The keynote speakers, Dr. Safire DeJong and Yazmina Madeson, led this community forum on fostering positive and mutually supported interactions among youth and adults in our community. A total of 26 members from all sectors and disciplines of the South County community, including 10 youth, participated in the event.
 
It launched dialogue between young people and adults as we partnered on exercises geared to promote open communication and resilience. We expect to have a lasting impact as we use our learning to support youth and parent training in our middle schools. It was awesome to learn together, to challenge our biases and stereotypes, to validate our feelings and to really listen to each other.
 
The impetus for the Symposium idea came from our Summer 2014 Community Network Dinner on Youth. It was exciting to see the realization of his program which intends to foster respectful conversations between youth and adults.
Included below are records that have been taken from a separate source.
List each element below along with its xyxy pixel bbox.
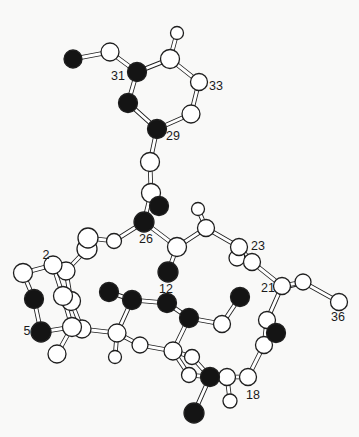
atom-W4-white bbox=[191, 74, 208, 91]
atom-W3-white bbox=[171, 27, 184, 40]
atom-W32-white bbox=[192, 203, 205, 216]
atom-W36-white bbox=[244, 254, 261, 271]
atom-B6-black bbox=[134, 212, 154, 232]
atom-W16-white bbox=[63, 318, 82, 337]
atom-B9-black bbox=[123, 291, 142, 310]
atom-B11-black bbox=[180, 309, 199, 328]
atom-W31-white bbox=[168, 238, 187, 257]
atom-B7-black bbox=[158, 262, 178, 282]
molecule-svg: 31332926251223213618 bbox=[0, 0, 359, 437]
atom-B16-black bbox=[201, 368, 220, 387]
atom-W8-white bbox=[107, 234, 122, 249]
atom-W25-white bbox=[219, 369, 236, 386]
atom-number-23: 23 bbox=[251, 239, 265, 253]
atom-B1-black bbox=[64, 50, 82, 68]
atom-W33-white bbox=[198, 220, 215, 237]
atom-B4-black bbox=[148, 120, 167, 139]
atom-W13-white bbox=[14, 264, 33, 283]
molecule-figure: 31332926251223213618 bbox=[0, 0, 359, 437]
atom-W19-white bbox=[108, 324, 126, 342]
atom-number-36: 36 bbox=[331, 310, 345, 324]
atom-B2-black bbox=[128, 63, 147, 82]
atom-number-2: 2 bbox=[43, 248, 50, 262]
atom-W2-white bbox=[161, 50, 180, 69]
atom-W39-white bbox=[331, 294, 348, 311]
atom-W24-white bbox=[182, 368, 197, 383]
atom-W30-white bbox=[214, 316, 231, 333]
atom-W34-white bbox=[231, 239, 248, 256]
atom-number-29: 29 bbox=[166, 129, 180, 143]
atom-W1-white bbox=[101, 43, 119, 61]
atom-number-12: 12 bbox=[159, 282, 173, 296]
atom-B5-black bbox=[150, 197, 169, 216]
atom-B17-black bbox=[184, 403, 204, 423]
atom-W9-white bbox=[78, 228, 98, 248]
atom-B3-black bbox=[119, 94, 138, 113]
atom-number-21: 21 bbox=[261, 281, 275, 295]
atom-number-18: 18 bbox=[246, 388, 260, 402]
atom-W38-white bbox=[295, 274, 311, 290]
atom-W5-white bbox=[182, 105, 200, 123]
atom-number-31: 31 bbox=[111, 69, 125, 83]
atom-B14-black bbox=[231, 288, 250, 307]
atom-W26-white bbox=[223, 394, 237, 408]
atom-W37-white bbox=[274, 278, 291, 295]
atom-W27-white bbox=[240, 369, 257, 386]
atom-W22-white bbox=[164, 342, 182, 360]
atom-number-5: 5 bbox=[24, 324, 31, 338]
atom-W21-white bbox=[132, 337, 148, 353]
atom-W23-white bbox=[185, 350, 200, 365]
atom-number-26: 26 bbox=[139, 232, 153, 246]
atom-B8-black bbox=[100, 283, 119, 302]
atom-B10-black bbox=[158, 294, 177, 313]
atom-B13-black bbox=[31, 322, 51, 342]
atom-number-33: 33 bbox=[209, 79, 223, 93]
atom-B15-black bbox=[267, 324, 286, 343]
atom-B12-black bbox=[25, 290, 44, 309]
atom-W18-white bbox=[48, 345, 66, 363]
atom-W6-white bbox=[141, 153, 160, 172]
atom-W20-white bbox=[109, 351, 122, 364]
atom-W14-white bbox=[54, 287, 73, 306]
We look forward to using our learning in the next steps of focus groups of parents and youth.
 
The Symposium was sponsored through a Diocesan grant and Grace Church’s Wisdom Outreach Committee.
The committee members are: Dindy Anderson, Sally Brooke, Susan Gore, Kathy Clausen, Margaret Layton, Dutch Pinkston, and co-chaired by Pennie Curry and Doreen Hutchinson. (photo courtesy RSYP.)
 
 
 

SUMMER 2014:

This summer we began a new initiative called Community Network Dinners. Four dinners will occur over three months, each with a different focus, where members of Grace Church will have conversations with members of chosen communities. The first dinner focused on youth and our special guests were members of Railroad Street Youth Project. Before the second dinner, with its focus on the Hispanic community, and issues that local immigrants face, Doreen Hutchinson, Co-chair of the Grace Wisdom/Outreach group that has organized the project, spoke with The Rev. Annie Ryder of Christ Trinity Church in a radio interview.

COMMUNITY NETWORK DINNERS from Grace Church on Vimeo.

On the Religious Roundtable, a WSBS program, The Rev. Annie Ryder interviews Doreen Hutchinson to explore the inspiration and goals of the Community Network Dinners initiative begun by Grace Church, an Episcopal Community in the Southern Berkshires. Annie, of Christ Trinity, Sheffield is one of the four hosts of the weekly program; Doreen, of Grace Church, is a parishioner of Grace and co-chair of its Wisdom/Outreach Committee. WSBS is the local radio station for Great Barrington and surrounding towns in Western Massachusetts. The location for the dinners is The Guthrie Center, and the first dinner, focused on youth, is pictured while the recording plays.